Like his new legs, his hands were originally supplied by the NHS, but he has since gone outside the NHS for new hands, likening the original prosthetic hands he was given to “something from the Middle Ages”.

“They’re just blunt objects. I looked at them and thought, ‘Well, I’m not sure what these are good for, other than breaking windows and bar fights.'”

In addition to the loss of his hands and feet, the sepsis has scarred Mr Mackinlay’s gums, loosening his front teeth, and on his face.

“I’m trying to grow a goatee to cover it up,” he says.

‘The bionic MP’

Although his attitude is largely positive, Mr Mackinlay admits he has had “low moments”.

“You have a little one every morning because you’re in the land of kink and you have a beautiful dream, and then you wake up and it’s ‘I have no hands.’

‘That is the realization every morning.

“It’s very easy to say – and I try to stick to it – there’s not much point in whining and complaining or getting down about the things you can’t do.

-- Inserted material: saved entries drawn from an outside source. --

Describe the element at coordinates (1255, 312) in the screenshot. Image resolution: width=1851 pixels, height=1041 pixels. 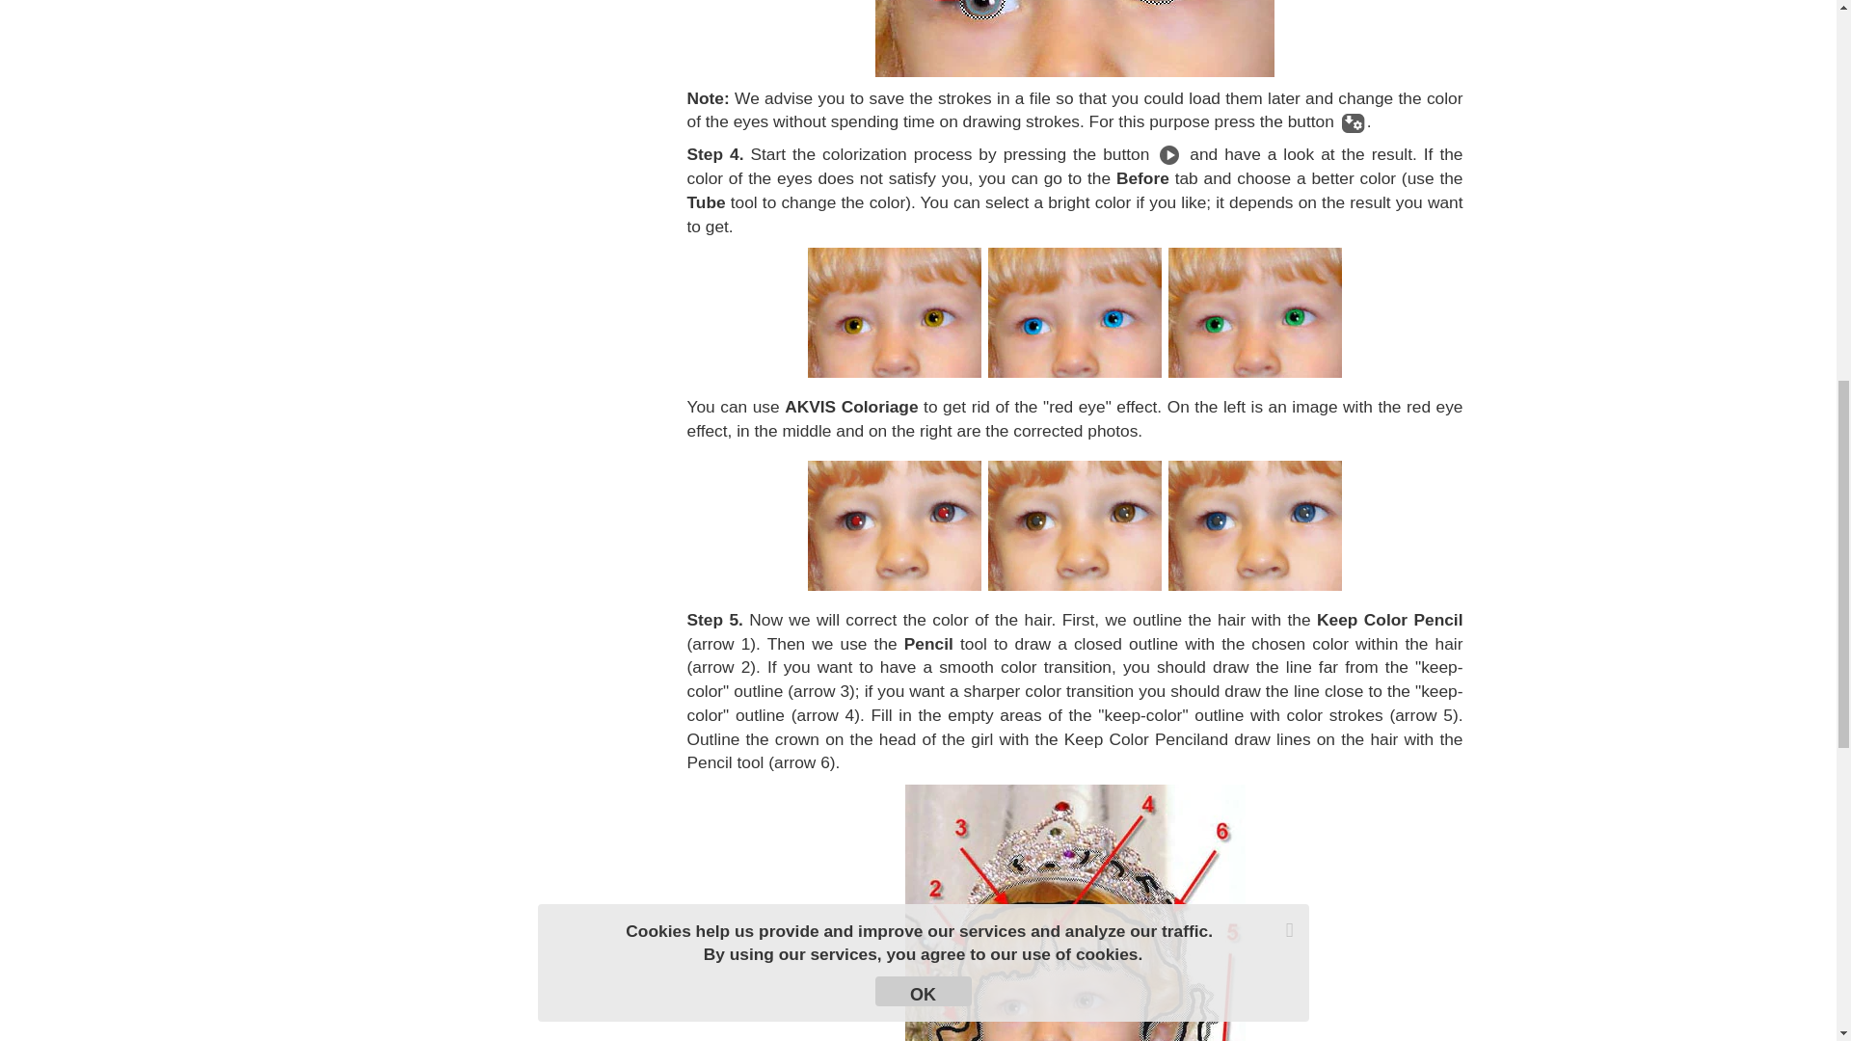
I see `green eyes` at that location. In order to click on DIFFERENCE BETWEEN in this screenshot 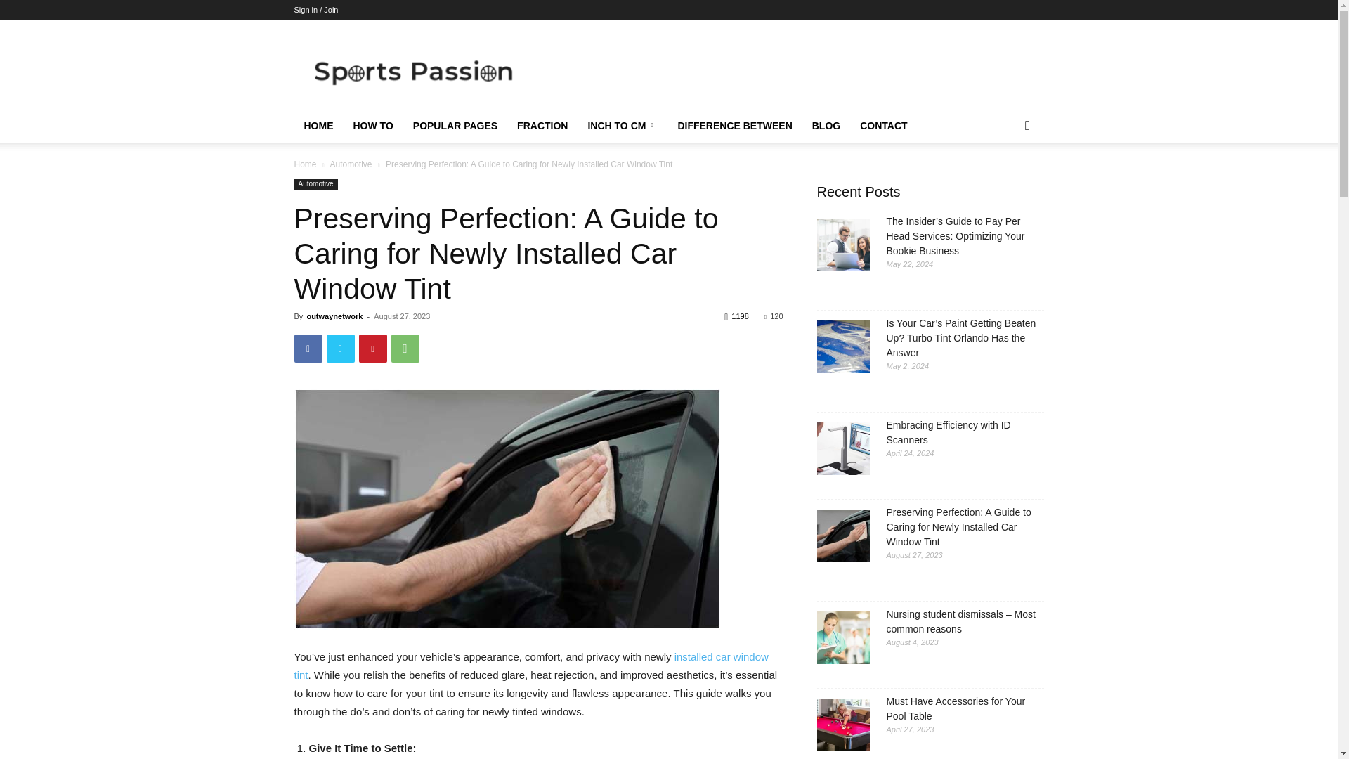, I will do `click(734, 126)`.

“You have to be cheerful and positive about the things you can do and I find that every day there is something new I can do.

“None of this would be possible without my wife… Without her I wouldn’t be where I am today.

Image caption, Kati, a pharmacist, was told by hospital staff to prepare for the worst

‘We (MPs) probably spend too much time in Westminster, away from our families, chasing this, that and the other.

“You now realize that the most important things are family, friends and children.”

Before entering Parliament, Mr Mackinlay worked as a chartered accountant. Originally a member of the pro-Brexit UK Independence Party, he was elected Conservative MP for South Thanet in 2015.

Despite what he has been through, Mackinlay still has plans to stand in the next election in his Kent constituency, which will be renamed Thanet East.

And he still has things he wants to do as an MP, most notably ensuring sepsis is recognized as quickly as possible and making it easier for amputees to get the prosthetics they need.

He also says he wants to become the ‘bionic MP’.

“When children come to Parliament’s fantastic education centre, I want them to put on their parents’ or teacher’s jacket or skirt and say: ‘I want to see the bionic MP today’.”